There are problems, of course. Even though the large, two-story restaurant has room for 150 diners plus a sushi bar, diners have to fight to get in. Unless, of course, you love to dine at 6 pm.


But on to the food, which is bright, varied, full of flavor, original and at times even brilliant. On a first visit, at least, I highly recommend the tasting menu (which began at 600 francs in July and has already jumped to 650), which changes from day to day. For those less familiar with the Nobu range --- a very modern take on Japanese fare, with a mix of cooked and raw, with a huge assortment of sushi and sashimi – the tasting menu saves one from roaming aimlessly through the menu. Nobu, 53, studied to become a master sushi chef, then took off four Peru, Argentina, Alaska and then Los Angeles, where he opened the soon celebrated Matsuhisa in 1987.

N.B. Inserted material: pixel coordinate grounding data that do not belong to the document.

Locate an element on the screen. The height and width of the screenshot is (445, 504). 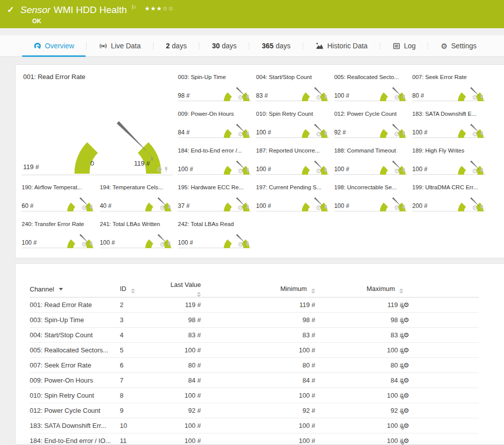
tab-365-days: 365 days is located at coordinates (276, 46).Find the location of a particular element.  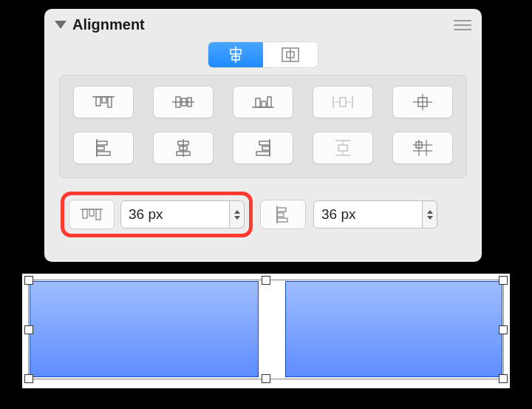

panel-header: Alignment is located at coordinates (263, 24).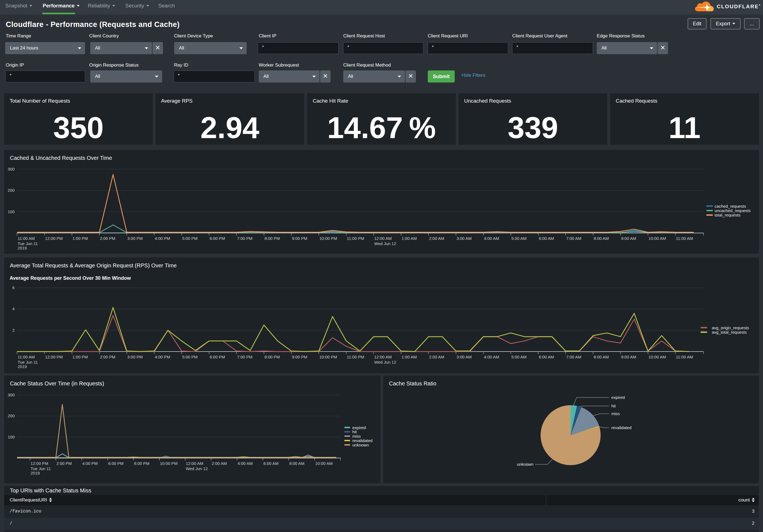  What do you see at coordinates (93, 265) in the screenshot?
I see `svg-text:Average Total Requests & Avera: Average Total Requests & Average Origin …` at bounding box center [93, 265].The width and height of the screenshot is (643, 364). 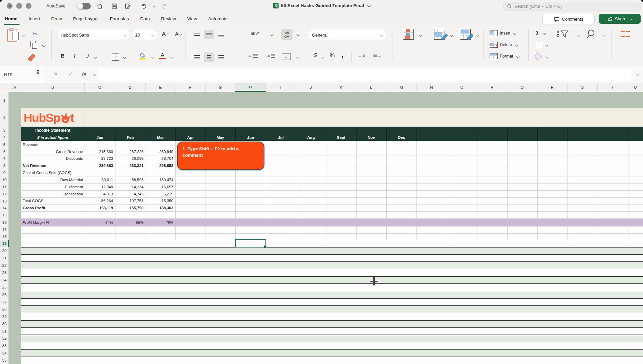 I want to click on column-header-I: I, so click(x=281, y=87).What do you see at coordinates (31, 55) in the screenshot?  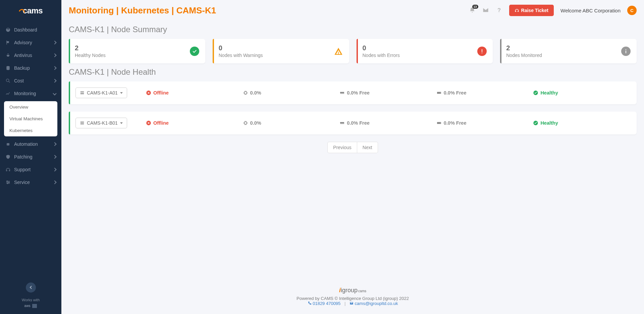 I see `sidebar-item-antivirus: Antivirus` at bounding box center [31, 55].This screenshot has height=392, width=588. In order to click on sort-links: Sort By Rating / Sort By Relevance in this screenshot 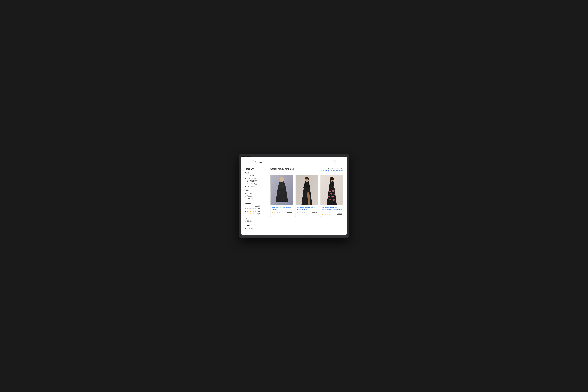, I will do `click(332, 170)`.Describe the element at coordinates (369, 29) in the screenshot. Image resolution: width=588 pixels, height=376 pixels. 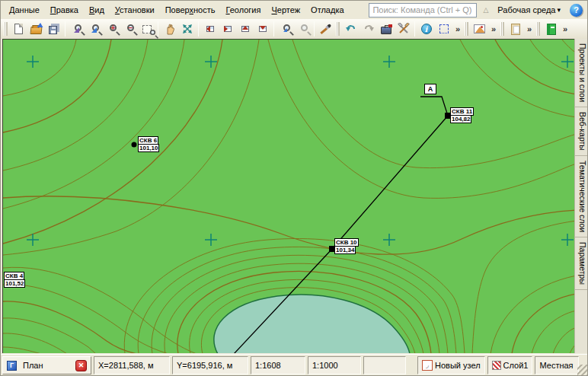
I see `redo-button` at that location.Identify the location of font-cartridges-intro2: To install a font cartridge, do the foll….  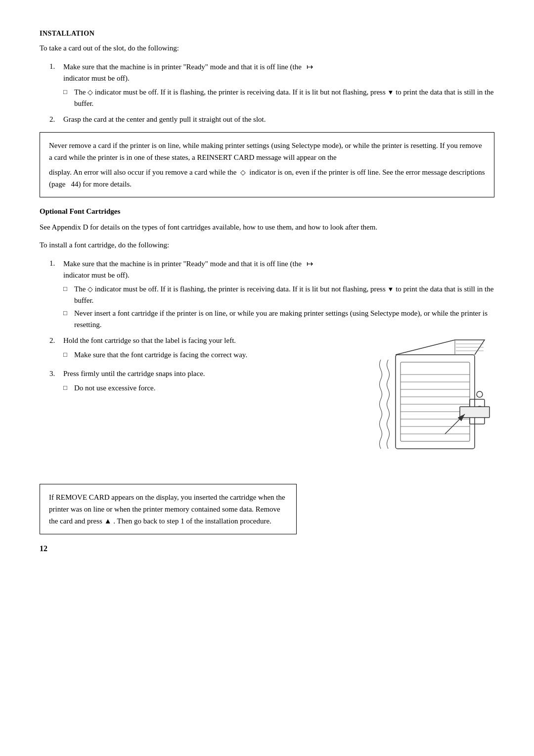
(267, 245).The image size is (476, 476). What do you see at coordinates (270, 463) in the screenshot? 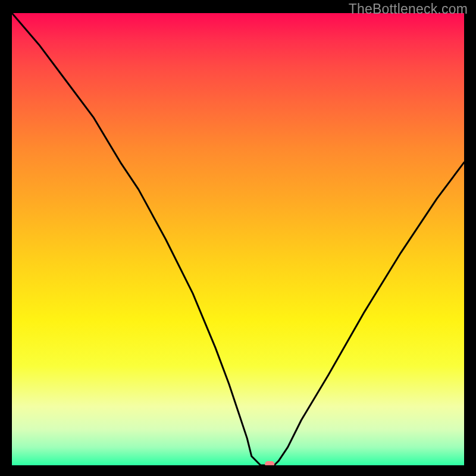
I see `min-marker` at bounding box center [270, 463].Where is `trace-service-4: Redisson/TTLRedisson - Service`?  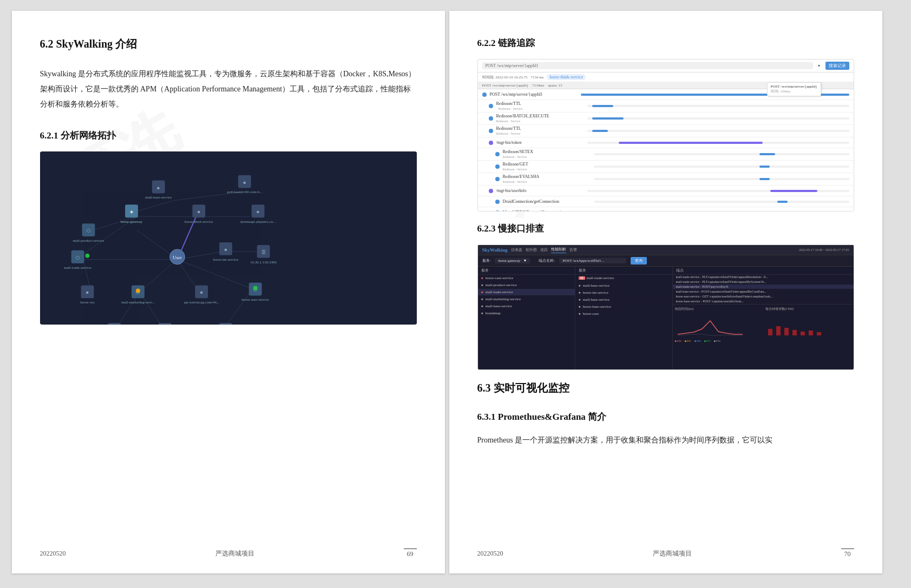
trace-service-4: Redisson/TTLRedisson - Service is located at coordinates (540, 131).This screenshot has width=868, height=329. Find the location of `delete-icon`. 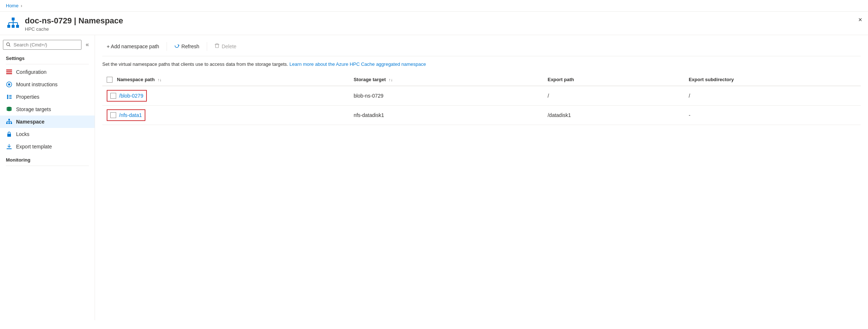

delete-icon is located at coordinates (217, 46).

His Parisian tasting menu might begin with a crisp, highly seasoned tuna tartare, or perhaps a salmon tartare anointed with a welcome touch of caviar. Then he will hit your palate with a tartare of yellowtail, or seriol, spiced with a touch of jalapeno peppers. Nobu’s most famous dish, around the world, is a beautifully cooked piece of the freshest black cod, often served in a rich, fragrant, deep black miso sauce. The menu will close with perhaps a heavenly, clear soup with stuffed shitake mushrooms floating on top. Whatever he serves, the food has an original touch, your senses are aroused by the careful presentation, by color, aroma, texture, warmth or cold.


If one orders a la carte, one can roam all over the world. One finds Florida rock shrimp served as a deep fried tempura in a creamy, spicy sauce. Peruvian-style beef rib steak arrives in a spicy sauce. Alaskan king crab claws arrive in a piquant butter sauce. And Dover sole appears in a rich black bean sauce. The skin of salmon – fat and full of flavor – is used liberally, in sushi rolls and even in salads.

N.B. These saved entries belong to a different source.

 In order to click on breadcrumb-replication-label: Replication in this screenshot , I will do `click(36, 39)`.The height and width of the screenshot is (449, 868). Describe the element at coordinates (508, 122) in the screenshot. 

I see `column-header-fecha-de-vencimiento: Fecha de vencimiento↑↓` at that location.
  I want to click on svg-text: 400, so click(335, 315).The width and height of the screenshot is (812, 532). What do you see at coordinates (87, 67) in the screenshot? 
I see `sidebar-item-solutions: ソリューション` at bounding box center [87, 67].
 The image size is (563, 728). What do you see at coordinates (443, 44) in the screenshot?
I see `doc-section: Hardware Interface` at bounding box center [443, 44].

My beverage of choice – chilled, crisp sake – can be found in many qualities nad many prices. The waiter, of course, will recommend the delicious and pricey (495 francs for a 30 cl bamboo bottle) for the rare Daiginjo sake, but I found the less expensive Onikoroshi, dry, rich and spicy , quite drinkable, and easier to swallow at a price of 155 francs for a 30 cl bamboo serving.


Service can vary. The youthful, extremely well-informed staff all wear that Disneyland smile. It can be a bit much, but I’ll take an inauthentic smile over snarley service any day. When the restaurant is crowded and full – which is all the time – the cadence of the service can be painfully slow. But I will return, again and again, dreaming of sea urchin tempura and eel and cucumber sushi, asparagus tuna roll and another sip of sake.


, , Paris 8. Tel : 01 56 89 53 53. Fax : 01 56 89 53 54. Closed at lunch on Saturday and Sunday. All major credit cards. From 200 to 600 francs per person, including service but not beverages.


Nobu
15 rue Marbeuf
Paris 75008
Tel : 01 56 89 53 53
Fax : 01 56 89 53 54
Closed at lunch on Saturday and Sunday. All major credit cards. From 200 to 600 francs per person, including service but not beverages.